GRADUATION SPEECH TO THE CLASS OF 2006

Given by Denis Cleary
June, 2006

Traditionally a speaker at a commencement address attempts to ingratiate him or herself with the audience as early as possible in their speech. Two years ago I had the distinct honor to speak to the class of 2004 on their graduation day. They had not asked me, mind you, and for that sleight may they be all consigned to Hades after crossing the River Styx. Their anointed one, Mr. Wilson Flight of the Science Department, was unable to deliver his worthy speech because he had tried to cut off his thumb with a power saw just a couple of days before the event - perhaps he just could not handle the pressure or maybe it was just some strange Science Department ritual. We’ll never know. So there I was presenting his recollections of countless trips he had taken with students to God forsaken places all over the northern hemisphere including Iceland and Acton I think - living in tents, eating out of tins of food, sleeping in or on mosquito nets, listening to coyotes stalk their prey - really dreadful experiences - give me a hotel like the Ritz Carleton any time - clean sheets, nice beds , hot showers. As I read his speech I couldn’t help reflecting upon my only experience in 34 years similar to his as I chaperoned a group of CC students and their parents to the Soviet Union in April 1983. Ah yes, Fond memories, indeed. So traumatized was I by that touching expedition that I swore that I wouldn’t chaperone a group of CC students to cross a street.

So I will not ingratiate myself with you in that fashion. Instead let me try this - I can identify with every significant Concord-Carlisle person in attendance at this ceremony. You students think this day is all about you but everyone else here today knows better.


Let me speak to the Grandparents in the audience - soon I will be one of you. My daughter, Anne, a 1996 graduate of Concord-Carlisle, is expecting her first child and our first grand child in August. Be honest o sage elders of distinction - weren’t you just a little shocked 17 or 18 years ago when your son or daughter, the parents of these young people, announced they were going to have a child. How could that be, asked you. I am not old enough to be a grandparent, my child is not old enough to parent another. I remember when they couldn’t tie their own shoes, pull up their own pants and now they are going to have a child. Impossible. Something was very wrong here, wasn’t it? And yet here we are 17-18 years later and you celebrate their miracles of creation on this glorious day.

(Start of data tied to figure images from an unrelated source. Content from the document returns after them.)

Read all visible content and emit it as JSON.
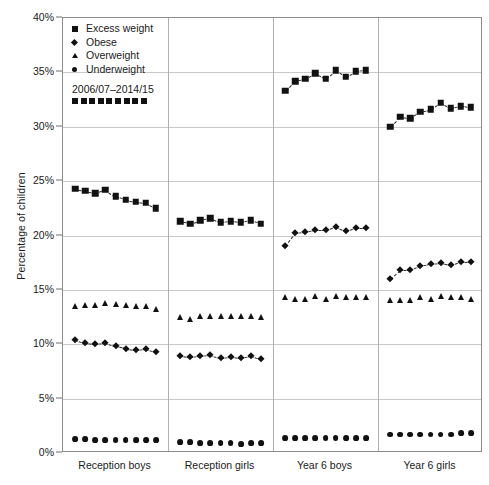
{
  "chart_data": {
    "type": "scatter",
    "title": "",
    "xlabel": "",
    "ylabel": "Percentage of children",
    "ylim": [
      0,
      40
    ],
    "ytick_values": [
      0,
      5,
      10,
      15,
      20,
      25,
      30,
      35,
      40
    ],
    "ytick_labels": [
      "0%",
      "5%",
      "10%",
      "15%",
      "20%",
      "25%",
      "30%",
      "35%",
      "40%"
    ],
    "grid": true,
    "legend_position": "top-left",
    "period_label": "2006/07–2014/15",
    "years": [
      "2006/07",
      "2007/08",
      "2008/09",
      "2009/10",
      "2010/11",
      "2011/12",
      "2012/13",
      "2013/14",
      "2014/15"
    ],
    "categories": [
      "Reception boys",
      "Reception girls",
      "Year 6 boys",
      "Year 6 girls"
    ],
    "legend_entries": [
      {
        "label": "Excess weight",
        "marker": "square"
      },
      {
        "label": "Obese",
        "marker": "diamond"
      },
      {
        "label": "Overweight",
        "marker": "triangle"
      },
      {
        "label": "Underweight",
        "marker": "circle"
      }
    ],
    "panels": [
      {
        "name": "Reception boys",
        "series": [
          {
            "name": "Excess weight",
            "marker": "square",
            "values": [
              24.3,
              24.1,
              23.9,
              24.2,
              23.6,
              23.3,
              23.1,
              23.0,
              22.5
            ]
          },
          {
            "name": "Obese",
            "marker": "diamond",
            "values": [
              10.4,
              10.1,
              10.0,
              10.1,
              9.8,
              9.6,
              9.5,
              9.6,
              9.3
            ]
          },
          {
            "name": "Overweight",
            "marker": "triangle",
            "values": [
              13.5,
              13.6,
              13.6,
              13.8,
              13.7,
              13.6,
              13.5,
              13.5,
              13.2
            ]
          },
          {
            "name": "Underweight",
            "marker": "circle",
            "values": [
              1.3,
              1.3,
              1.2,
              1.2,
              1.2,
              1.2,
              1.2,
              1.2,
              1.2
            ]
          }
        ]
      },
      {
        "name": "Reception girls",
        "series": [
          {
            "name": "Excess weight",
            "marker": "square",
            "values": [
              21.3,
              21.1,
              21.4,
              21.6,
              21.2,
              21.3,
              21.2,
              21.4,
              21.1
            ]
          },
          {
            "name": "Obese",
            "marker": "diamond",
            "values": [
              8.9,
              8.8,
              8.9,
              9.0,
              8.7,
              8.8,
              8.7,
              8.9,
              8.6
            ]
          },
          {
            "name": "Overweight",
            "marker": "triangle",
            "values": [
              12.5,
              12.3,
              12.6,
              12.6,
              12.6,
              12.6,
              12.6,
              12.6,
              12.5
            ]
          },
          {
            "name": "Underweight",
            "marker": "circle",
            "values": [
              1.0,
              1.0,
              0.9,
              0.9,
              0.9,
              0.9,
              0.8,
              0.9,
              0.9
            ]
          }
        ]
      },
      {
        "name": "Year 6 boys",
        "series": [
          {
            "name": "Excess weight",
            "marker": "square",
            "values": [
              33.3,
              34.2,
              34.4,
              34.9,
              34.4,
              35.2,
              34.6,
              35.1,
              35.2
            ]
          },
          {
            "name": "Obese",
            "marker": "diamond",
            "values": [
              19.0,
              20.2,
              20.3,
              20.5,
              20.5,
              20.8,
              20.4,
              20.7,
              20.7
            ]
          },
          {
            "name": "Overweight",
            "marker": "triangle",
            "values": [
              14.3,
              14.2,
              14.2,
              14.4,
              14.2,
              14.4,
              14.3,
              14.3,
              14.3
            ]
          },
          {
            "name": "Underweight",
            "marker": "circle",
            "values": [
              1.4,
              1.4,
              1.4,
              1.4,
              1.4,
              1.4,
              1.4,
              1.4,
              1.4
            ]
          }
        ]
      },
      {
        "name": "Year 6 girls",
        "series": [
          {
            "name": "Excess weight",
            "marker": "square",
            "values": [
              30.0,
              30.9,
              30.8,
              31.4,
              31.6,
              32.2,
              31.7,
              31.9,
              31.8
            ]
          },
          {
            "name": "Obese",
            "marker": "diamond",
            "values": [
              16.0,
              16.8,
              16.8,
              17.2,
              17.4,
              17.5,
              17.3,
              17.6,
              17.6
            ]
          },
          {
            "name": "Overweight",
            "marker": "triangle",
            "values": [
              14.1,
              14.1,
              14.1,
              14.3,
              14.2,
              14.4,
              14.3,
              14.3,
              14.2
            ]
          },
          {
            "name": "Underweight",
            "marker": "circle",
            "values": [
              1.7,
              1.7,
              1.7,
              1.7,
              1.7,
              1.7,
              1.7,
              1.8,
              1.8
            ]
          }
        ]
      }
    ],
    "trend_series": [
      "Excess weight",
      "Obese"
    ]
  },
  "colors": {
    "marker": "#111111",
    "gridline": "#c9c9c9",
    "frame": "#8c8c8c",
    "text": "#1a1a1a",
    "background": "#ffffff"
  }
}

For all you parents in the audience - I am like you the father of Concord-Carlisle graduates - 2 in fact - Anne and Patrick, 1996 and 1997 respectively. What a ride it has been? It takes a village to raise a child - what nonsense - you and you alone were there in the emergency room with soccer or lacrosse injuries, you were the chauffeurs to innumerable music practices, you were the ear when the adolescent complaints poured in over unfair teachers, unkind friends or failed romances. And yet the triumphs have been sweet, haven’t they? They do grow up, they are sturdy young men and women of perseverance, grit, determination, compassion and goodness.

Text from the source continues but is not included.